Last night flipping channels, I stumbled upon an old favorite. A film that I hadn't seen in many years and only on commericial television.
My mother used to entertain me by describing the movies she'd seen as a child. She'd tell me about them much as one might re-tell a fairy or folk tale. So that when I finally saw the films myself, it would be akin to seeing an adored story come to life. One of her all time favorites was an old 1958 Western entitled The Big Country, which at the time had been shown in a new medium, technocolor and on a wide screen, cinemascope. Until last night I never really saw the version she told me about. Sure I'd seen it on the Saturday Night Western as a child on our local UHF station, but it was edited to fit our small square screen and for commercials - limiting the scope of the film and cinemagraphic effect. Last night on PBS it was shown in letter box format without commericials.


The Big Country directed in 1958 by William Wyler and adapted from the Donald Hamilton novel by Jessayme West, starring Gregory Peck, Jean Simmons, Carol Baker, Charlton Heston, Chuck Conners, Charles Bickford and Burl Ives, takes place in the 1800s, and is about a former sea captain who accompanies his fiance, Patricia Tyrell, back to her family ranch where he gets imbroiled in a war over water rights between two rival families - the rich and cultured Tyrell clan and the poor rough-cut Hennessey clan.
The main character is the land - set in the ranch lands of southeastern California, with the broad plains, and unforgiving sun, vast and unlimited without fences, many trees or much water. It is a "Big Country" we are told over and over. So big, a man can get lost inside it. Half-way through, we begin to understand why. The story's main thematic arc is about a fight between two old men over a land so vast that neither can possibily see all of it.
But like all good stories, this one is about much more than that - the central character, Jim McKay, is put through a series of tests, each demonstrating a character point but doing it in a subtle manner and against type. If you are a reader of romance novels or westerns, the East Coast Dude or Fish out of Water - can't handle the rough and tumble west. He is the interloper. The girl he romances is really in love with the guy she grew up with on the ranch. He is the fool to be shown-up by her childhood pal - the rancher, uneducated but tough, with a thorough knowledge of the land. And the schoolmarm? She is a damsel, knows little of the West and is horrified by violence. Then there are the bad-guys or men in black hats - the rough and tumble ruffians, who are slaughtered in a shoot-out. In most of the B-Westerns starring John Wayne and his co-horts, the city dude has to be taught the hard way that the West is hard and tough and violent.
( spoilers lie ahead. )
My mother used to entertain me by describing the movies she'd seen as a child. She'd tell me about them much as one might re-tell a fairy or folk tale. So that when I finally saw the films myself, it would be akin to seeing an adored story come to life. One of her all time favorites was an old 1958 Western entitled The Big Country, which at the time had been shown in a new medium, technocolor and on a wide screen, cinemascope. Until last night I never really saw the version she told me about. Sure I'd seen it on the Saturday Night Western as a child on our local UHF station, but it was edited to fit our small square screen and for commercials - limiting the scope of the film and cinemagraphic effect. Last night on PBS it was shown in letter box format without commericials.
The Big Country directed in 1958 by William Wyler and adapted from the Donald Hamilton novel by Jessayme West, starring Gregory Peck, Jean Simmons, Carol Baker, Charlton Heston, Chuck Conners, Charles Bickford and Burl Ives, takes place in the 1800s, and is about a former sea captain who accompanies his fiance, Patricia Tyrell, back to her family ranch where he gets imbroiled in a war over water rights between two rival families - the rich and cultured Tyrell clan and the poor rough-cut Hennessey clan.
The main character is the land - set in the ranch lands of southeastern California, with the broad plains, and unforgiving sun, vast and unlimited without fences, many trees or much water. It is a "Big Country" we are told over and over. So big, a man can get lost inside it. Half-way through, we begin to understand why. The story's main thematic arc is about a fight between two old men over a land so vast that neither can possibily see all of it.
But like all good stories, this one is about much more than that - the central character, Jim McKay, is put through a series of tests, each demonstrating a character point but doing it in a subtle manner and against type. If you are a reader of romance novels or westerns, the East Coast Dude or Fish out of Water - can't handle the rough and tumble west. He is the interloper. The girl he romances is really in love with the guy she grew up with on the ranch. He is the fool to be shown-up by her childhood pal - the rancher, uneducated but tough, with a thorough knowledge of the land. And the schoolmarm? She is a damsel, knows little of the West and is horrified by violence. Then there are the bad-guys or men in black hats - the rough and tumble ruffians, who are slaughtered in a shoot-out. In most of the B-Westerns starring John Wayne and his co-horts, the city dude has to be taught the hard way that the West is hard and tough and violent.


PROBLEM DESCRIPTION
The answer must be a single number: how many lines in the entries below contain the word "ylabel".

RECORDS FOR THE TASK
Start of Block
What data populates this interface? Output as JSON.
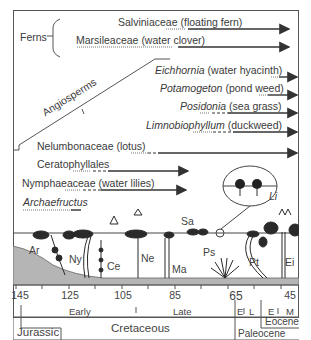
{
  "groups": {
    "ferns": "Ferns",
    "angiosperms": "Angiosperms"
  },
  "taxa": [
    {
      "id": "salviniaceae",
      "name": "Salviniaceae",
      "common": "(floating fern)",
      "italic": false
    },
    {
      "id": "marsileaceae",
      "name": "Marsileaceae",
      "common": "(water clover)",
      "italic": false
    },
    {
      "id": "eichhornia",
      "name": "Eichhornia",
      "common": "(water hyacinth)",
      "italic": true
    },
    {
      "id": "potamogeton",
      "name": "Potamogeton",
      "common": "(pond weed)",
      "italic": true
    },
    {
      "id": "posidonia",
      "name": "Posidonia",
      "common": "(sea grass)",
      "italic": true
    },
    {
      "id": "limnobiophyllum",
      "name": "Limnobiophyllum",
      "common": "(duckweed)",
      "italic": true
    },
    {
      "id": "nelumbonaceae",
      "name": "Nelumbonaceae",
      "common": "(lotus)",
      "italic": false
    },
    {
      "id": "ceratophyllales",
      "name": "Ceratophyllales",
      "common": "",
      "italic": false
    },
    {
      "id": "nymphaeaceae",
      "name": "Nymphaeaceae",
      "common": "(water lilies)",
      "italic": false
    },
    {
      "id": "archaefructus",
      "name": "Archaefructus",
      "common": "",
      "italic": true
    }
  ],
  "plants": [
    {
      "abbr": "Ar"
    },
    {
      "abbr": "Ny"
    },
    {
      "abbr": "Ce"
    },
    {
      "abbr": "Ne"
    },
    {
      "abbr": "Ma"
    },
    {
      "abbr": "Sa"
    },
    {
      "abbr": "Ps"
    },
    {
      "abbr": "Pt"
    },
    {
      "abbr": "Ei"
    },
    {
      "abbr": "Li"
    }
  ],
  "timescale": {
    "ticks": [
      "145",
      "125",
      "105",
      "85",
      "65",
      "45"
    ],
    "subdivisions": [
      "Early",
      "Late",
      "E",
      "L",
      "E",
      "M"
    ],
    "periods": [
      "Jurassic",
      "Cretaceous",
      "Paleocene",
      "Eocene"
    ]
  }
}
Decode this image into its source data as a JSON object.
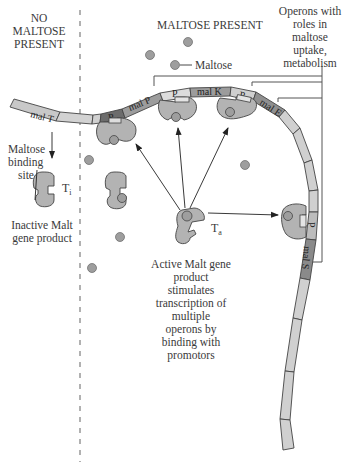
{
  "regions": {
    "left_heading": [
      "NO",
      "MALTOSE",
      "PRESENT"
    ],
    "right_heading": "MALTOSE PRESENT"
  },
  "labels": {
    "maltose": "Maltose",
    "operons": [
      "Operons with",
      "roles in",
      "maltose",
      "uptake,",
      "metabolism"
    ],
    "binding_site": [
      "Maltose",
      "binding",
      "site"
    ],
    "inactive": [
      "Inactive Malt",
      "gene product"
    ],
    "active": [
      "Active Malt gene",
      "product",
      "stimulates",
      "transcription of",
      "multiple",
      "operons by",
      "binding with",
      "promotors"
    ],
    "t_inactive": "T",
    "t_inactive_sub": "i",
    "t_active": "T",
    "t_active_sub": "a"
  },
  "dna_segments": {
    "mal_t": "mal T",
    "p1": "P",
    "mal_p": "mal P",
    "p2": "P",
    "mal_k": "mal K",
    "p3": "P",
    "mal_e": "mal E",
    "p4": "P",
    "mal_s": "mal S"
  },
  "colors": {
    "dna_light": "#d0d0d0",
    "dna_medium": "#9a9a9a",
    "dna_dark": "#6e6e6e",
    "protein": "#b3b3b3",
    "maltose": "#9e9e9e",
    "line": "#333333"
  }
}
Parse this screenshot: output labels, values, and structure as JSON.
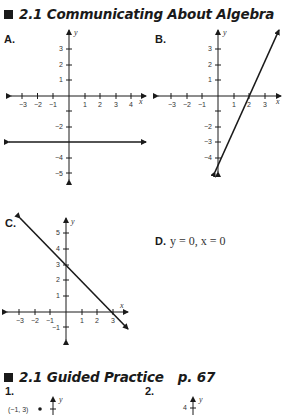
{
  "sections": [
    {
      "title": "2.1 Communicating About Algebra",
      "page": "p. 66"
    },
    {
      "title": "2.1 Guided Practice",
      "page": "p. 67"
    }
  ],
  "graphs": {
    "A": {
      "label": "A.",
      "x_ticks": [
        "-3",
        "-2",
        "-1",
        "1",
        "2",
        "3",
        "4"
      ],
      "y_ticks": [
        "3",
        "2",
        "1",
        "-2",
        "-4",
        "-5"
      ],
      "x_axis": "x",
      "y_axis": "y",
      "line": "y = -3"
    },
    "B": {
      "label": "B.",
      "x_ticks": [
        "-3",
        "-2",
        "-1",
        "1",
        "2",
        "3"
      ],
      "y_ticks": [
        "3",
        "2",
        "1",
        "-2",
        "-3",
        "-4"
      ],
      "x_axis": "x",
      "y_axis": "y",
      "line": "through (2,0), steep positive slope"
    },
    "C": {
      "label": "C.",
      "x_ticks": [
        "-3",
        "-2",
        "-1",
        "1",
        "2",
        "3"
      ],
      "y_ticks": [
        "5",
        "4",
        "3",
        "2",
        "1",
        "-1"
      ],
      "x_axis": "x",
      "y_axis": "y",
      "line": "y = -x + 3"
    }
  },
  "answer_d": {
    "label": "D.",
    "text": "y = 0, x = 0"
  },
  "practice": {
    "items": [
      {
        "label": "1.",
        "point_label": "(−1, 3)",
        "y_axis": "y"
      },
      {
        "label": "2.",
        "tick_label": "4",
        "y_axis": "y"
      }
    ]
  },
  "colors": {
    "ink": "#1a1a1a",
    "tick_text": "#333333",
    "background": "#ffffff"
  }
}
End of Block
Start of Block
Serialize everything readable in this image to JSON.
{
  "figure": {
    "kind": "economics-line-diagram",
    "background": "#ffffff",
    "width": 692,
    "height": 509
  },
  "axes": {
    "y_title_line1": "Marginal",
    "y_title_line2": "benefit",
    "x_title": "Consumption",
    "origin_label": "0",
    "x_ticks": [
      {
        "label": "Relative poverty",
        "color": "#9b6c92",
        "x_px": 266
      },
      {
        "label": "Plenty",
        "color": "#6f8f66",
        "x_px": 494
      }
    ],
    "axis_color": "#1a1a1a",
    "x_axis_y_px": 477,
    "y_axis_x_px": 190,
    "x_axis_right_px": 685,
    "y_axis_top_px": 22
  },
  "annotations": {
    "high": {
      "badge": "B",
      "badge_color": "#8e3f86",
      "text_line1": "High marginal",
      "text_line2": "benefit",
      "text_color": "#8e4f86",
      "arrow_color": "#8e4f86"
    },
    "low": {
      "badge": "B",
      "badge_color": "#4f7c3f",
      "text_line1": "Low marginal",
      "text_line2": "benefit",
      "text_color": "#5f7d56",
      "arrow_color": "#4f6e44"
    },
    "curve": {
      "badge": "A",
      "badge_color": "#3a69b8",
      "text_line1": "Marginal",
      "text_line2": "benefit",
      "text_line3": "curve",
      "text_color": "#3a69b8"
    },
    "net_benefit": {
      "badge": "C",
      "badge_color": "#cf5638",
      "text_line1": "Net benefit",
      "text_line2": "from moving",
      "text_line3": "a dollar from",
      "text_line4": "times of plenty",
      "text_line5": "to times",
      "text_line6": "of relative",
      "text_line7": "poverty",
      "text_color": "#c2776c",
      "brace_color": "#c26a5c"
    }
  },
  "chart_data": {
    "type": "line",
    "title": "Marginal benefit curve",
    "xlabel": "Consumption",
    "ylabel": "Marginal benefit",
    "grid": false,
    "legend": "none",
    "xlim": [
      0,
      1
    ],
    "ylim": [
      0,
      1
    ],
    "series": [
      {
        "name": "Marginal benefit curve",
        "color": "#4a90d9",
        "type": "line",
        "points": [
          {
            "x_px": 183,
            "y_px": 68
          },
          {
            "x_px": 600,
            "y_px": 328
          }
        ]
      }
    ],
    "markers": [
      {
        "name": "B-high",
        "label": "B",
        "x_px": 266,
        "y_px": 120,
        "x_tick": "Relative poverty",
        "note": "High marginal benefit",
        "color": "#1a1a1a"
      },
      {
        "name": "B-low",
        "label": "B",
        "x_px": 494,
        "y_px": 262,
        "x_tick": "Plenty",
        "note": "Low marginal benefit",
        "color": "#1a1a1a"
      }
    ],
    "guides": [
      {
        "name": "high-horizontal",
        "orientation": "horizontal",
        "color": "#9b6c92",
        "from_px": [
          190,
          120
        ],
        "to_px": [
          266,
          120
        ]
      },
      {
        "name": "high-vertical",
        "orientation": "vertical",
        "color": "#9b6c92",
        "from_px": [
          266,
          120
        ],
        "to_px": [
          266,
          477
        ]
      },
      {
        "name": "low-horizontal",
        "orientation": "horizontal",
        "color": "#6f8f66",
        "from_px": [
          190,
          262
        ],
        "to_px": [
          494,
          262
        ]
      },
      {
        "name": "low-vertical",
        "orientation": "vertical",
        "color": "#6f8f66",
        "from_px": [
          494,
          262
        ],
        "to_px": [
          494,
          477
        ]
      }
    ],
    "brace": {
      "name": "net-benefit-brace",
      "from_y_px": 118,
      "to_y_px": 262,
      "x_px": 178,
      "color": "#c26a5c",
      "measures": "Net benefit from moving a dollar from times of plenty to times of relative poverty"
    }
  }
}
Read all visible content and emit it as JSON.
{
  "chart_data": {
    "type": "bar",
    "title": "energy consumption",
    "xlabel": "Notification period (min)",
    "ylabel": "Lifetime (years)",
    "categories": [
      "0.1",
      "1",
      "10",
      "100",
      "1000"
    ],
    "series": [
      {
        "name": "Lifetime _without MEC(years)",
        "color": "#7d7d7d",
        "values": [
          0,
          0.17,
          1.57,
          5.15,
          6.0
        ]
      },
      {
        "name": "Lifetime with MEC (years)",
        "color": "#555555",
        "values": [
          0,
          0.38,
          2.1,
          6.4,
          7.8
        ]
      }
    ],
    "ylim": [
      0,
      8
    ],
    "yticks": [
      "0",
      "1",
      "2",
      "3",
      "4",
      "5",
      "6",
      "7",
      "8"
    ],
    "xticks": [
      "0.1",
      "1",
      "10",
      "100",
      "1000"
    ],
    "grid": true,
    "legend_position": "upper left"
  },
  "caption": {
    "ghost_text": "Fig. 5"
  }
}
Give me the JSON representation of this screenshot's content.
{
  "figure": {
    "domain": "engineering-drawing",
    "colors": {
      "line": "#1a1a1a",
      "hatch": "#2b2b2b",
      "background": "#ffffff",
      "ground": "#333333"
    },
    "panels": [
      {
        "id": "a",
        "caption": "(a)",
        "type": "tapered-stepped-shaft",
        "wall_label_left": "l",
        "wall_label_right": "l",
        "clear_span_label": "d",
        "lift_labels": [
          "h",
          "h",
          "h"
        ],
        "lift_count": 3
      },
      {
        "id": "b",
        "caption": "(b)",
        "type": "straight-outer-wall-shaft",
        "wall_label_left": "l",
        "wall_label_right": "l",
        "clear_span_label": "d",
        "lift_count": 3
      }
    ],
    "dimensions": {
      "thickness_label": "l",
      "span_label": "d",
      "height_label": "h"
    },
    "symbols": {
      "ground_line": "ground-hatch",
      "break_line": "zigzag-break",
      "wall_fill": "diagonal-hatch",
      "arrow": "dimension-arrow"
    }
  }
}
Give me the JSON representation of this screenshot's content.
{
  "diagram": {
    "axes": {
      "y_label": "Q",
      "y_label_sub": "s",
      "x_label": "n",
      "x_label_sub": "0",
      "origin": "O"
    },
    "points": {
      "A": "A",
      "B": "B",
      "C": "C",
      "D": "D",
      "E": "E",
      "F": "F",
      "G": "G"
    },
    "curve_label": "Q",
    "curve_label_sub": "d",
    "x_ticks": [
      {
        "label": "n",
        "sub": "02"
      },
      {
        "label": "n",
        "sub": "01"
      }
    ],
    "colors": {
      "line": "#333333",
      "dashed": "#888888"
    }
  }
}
End of Block
Start of Block
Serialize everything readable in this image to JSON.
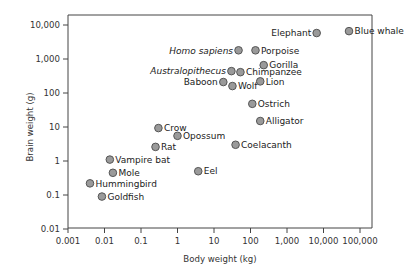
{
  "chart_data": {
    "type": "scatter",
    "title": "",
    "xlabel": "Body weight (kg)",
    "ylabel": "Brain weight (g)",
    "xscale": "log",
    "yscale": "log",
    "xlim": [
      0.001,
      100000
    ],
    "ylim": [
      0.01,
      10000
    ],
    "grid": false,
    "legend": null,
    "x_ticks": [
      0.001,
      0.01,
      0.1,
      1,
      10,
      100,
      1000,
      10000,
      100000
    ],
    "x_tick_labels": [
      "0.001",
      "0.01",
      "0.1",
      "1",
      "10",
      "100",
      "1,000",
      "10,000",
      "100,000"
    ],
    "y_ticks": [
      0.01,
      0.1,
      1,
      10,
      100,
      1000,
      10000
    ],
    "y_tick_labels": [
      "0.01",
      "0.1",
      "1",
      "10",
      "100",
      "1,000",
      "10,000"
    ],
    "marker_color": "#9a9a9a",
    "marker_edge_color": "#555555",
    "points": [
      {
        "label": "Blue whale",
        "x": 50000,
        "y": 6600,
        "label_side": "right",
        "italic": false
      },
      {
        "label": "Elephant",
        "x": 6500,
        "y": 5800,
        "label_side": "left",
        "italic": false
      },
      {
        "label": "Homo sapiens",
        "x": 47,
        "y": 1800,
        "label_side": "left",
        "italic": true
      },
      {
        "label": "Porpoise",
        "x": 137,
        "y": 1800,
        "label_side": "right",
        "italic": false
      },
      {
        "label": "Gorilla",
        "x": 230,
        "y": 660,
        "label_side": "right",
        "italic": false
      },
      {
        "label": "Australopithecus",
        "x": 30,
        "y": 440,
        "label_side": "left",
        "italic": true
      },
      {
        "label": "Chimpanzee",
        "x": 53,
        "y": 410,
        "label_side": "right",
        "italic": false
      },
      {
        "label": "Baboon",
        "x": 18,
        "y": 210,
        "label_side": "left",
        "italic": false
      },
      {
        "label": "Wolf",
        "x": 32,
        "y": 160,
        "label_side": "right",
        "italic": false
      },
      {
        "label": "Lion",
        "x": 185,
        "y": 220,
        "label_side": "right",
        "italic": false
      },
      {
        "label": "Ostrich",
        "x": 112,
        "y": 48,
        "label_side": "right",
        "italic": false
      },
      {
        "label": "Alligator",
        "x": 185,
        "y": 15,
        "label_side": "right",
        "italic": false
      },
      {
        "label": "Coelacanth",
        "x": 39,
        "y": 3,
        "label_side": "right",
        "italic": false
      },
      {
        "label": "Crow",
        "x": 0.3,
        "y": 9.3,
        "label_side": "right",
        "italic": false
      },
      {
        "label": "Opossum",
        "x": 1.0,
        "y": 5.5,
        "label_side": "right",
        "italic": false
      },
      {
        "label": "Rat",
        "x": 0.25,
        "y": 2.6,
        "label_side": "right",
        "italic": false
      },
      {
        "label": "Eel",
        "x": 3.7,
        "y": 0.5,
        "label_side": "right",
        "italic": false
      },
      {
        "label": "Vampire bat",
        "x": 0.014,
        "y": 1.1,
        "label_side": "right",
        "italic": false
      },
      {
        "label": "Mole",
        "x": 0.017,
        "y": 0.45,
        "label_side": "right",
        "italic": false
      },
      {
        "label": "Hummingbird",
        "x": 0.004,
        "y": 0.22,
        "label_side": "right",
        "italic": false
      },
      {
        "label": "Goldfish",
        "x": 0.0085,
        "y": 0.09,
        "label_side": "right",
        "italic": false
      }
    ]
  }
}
End of Block
RESULT OF THIS TASK
3